Sylvia and I went to hear Bernice Johnson Reagon speak at Stanford on Tuesday. She was fabulous. She gave a history of the civil rights movement from the point of view of song. One of the important things I learned from her talk/singing was that not all the civil rights songs were built upon hymms but some on the top 40. the youth in particular used top 40 songs, especially ray charles, substituting freedom lyrics but keeping the tune. there was a folk revival going on as well at the time. this really solved a dilemma I have been having about where is the music going to come from today? Music and Arts are so crucial to movement building -- its transformative, assuages fear, builds community. and I thought that the reason that the music worked in the sixties is because everyone went to church and knew the tunes. but the youth today don't go to church. how are freedom songs going to come out of hip hop today? Reagon's history made it clear that freedom songs could easily come out of hip hop today. the do-wop songs were never sung at mass meetings but on buses and picket lines that sncc workers filled.

She also pointed out with examples from her own history in the movemnt that those of us who are fighters will always be in the minority -- but we can bring the majority with us at certain moments. One person asked her about why she never signed with a major recording label. she said that she wanted to but wouldn't because there were too many strings attached to doing so -- they wanted to mess with their style. one company bemoaned the fact that sweet honey did fit into a category -- world music-- but that they were from the US so they couldn't market them as such -- reagon wondered tuesday night why the US doesn't consider itself part of the world!?

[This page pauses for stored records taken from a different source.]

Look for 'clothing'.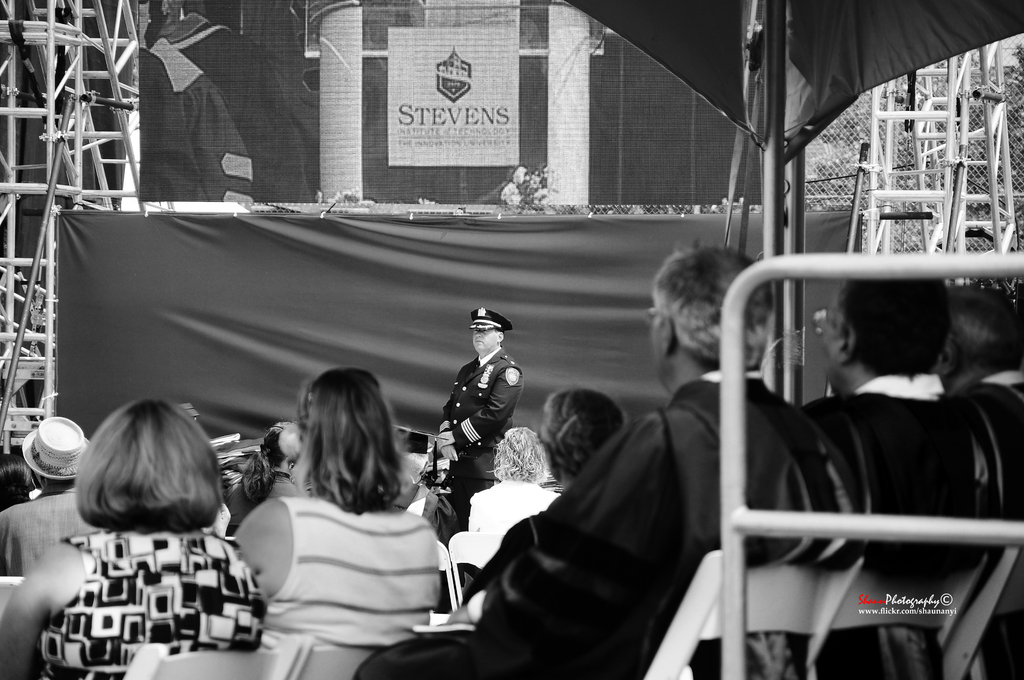
Found: box=[429, 339, 509, 506].
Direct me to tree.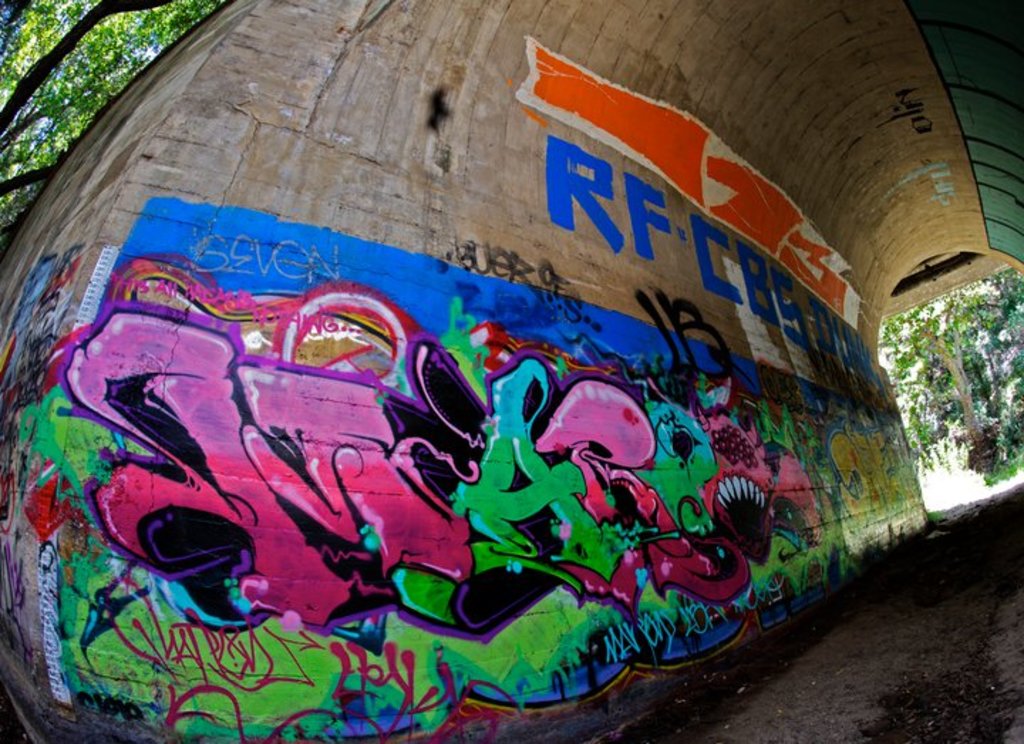
Direction: <bbox>0, 0, 222, 252</bbox>.
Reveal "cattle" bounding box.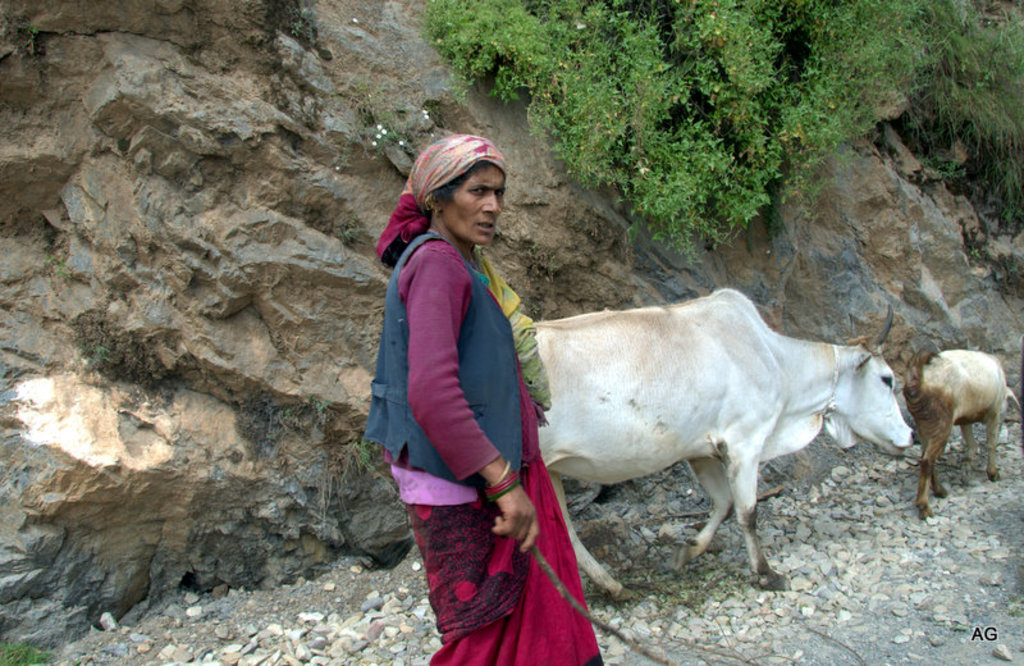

the next day, I met a woman who works with Bay Area Women in Black and I told her about seeing Reagon the night before. she agreed that reagon was awesome but that she was still a bit too much about herself -- "do you know the names of the other sweet honey singers?" She contrasted bernice's leadership style with that of Suzanne Phar who always brings everyone else along with her as she moves through organizing. This reminded me of Myles Horton's critique of King in chapter 10 "Charisma" of the Long Haul.

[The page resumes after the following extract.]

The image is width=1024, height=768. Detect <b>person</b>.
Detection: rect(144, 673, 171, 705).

I quote from page 120: "While some of the goals of the civil rights movement were not realized, many were. But the civil rights movement as it was then cannot and should not be imitated. It was creative, and we must be creative. We must start where Martin Luther King Jr. was stopped, and move on to a more holistic world conception of the struggle for freedom and justice. The only problem I have with movements has to do with my reservations about charismatic leaders. There's something about having one that can keep democracy from working effectively. But we don't have movements without them. That's why I had no intellectual problem supporting King as a charismatic leader."

from page 126: "King....wasn't just a charismatic leader; he was many other things . . . one of the criticisms I made to him was "you are so much the powerful leader that it's hard for people who work with you to have a role they can grow into . . . from my perspective, it looked as if he and never developed anybody who could take his place after he was killed. . . . People would say, "well, what would martin have done?" and try to do the same thing. To me, this was a great weakness in the movement. . . he never did get around to really dong what he knew was needed. I think that's a very difficult thing for a charismatic leader to do. One of the things I especially like about social movements is that even though they throw up charismatic leaders, most of the people who are part of them can learn to be educators and organizers . . . there is another important thing that social movements do: they radicalize people. That is, people learn from the movement to go beyond the movement."

I love myles horton -- the long haul is an amazing book.

bernice reagon made the point last tuesday night that historians are mistaken when they don't attribute a particular policy or cultural change to a mass movement that took place many years before. movements transform people, then those people go on to make fundamental changes, the cause/effect relationship is not explicit enough for historians to pick up on.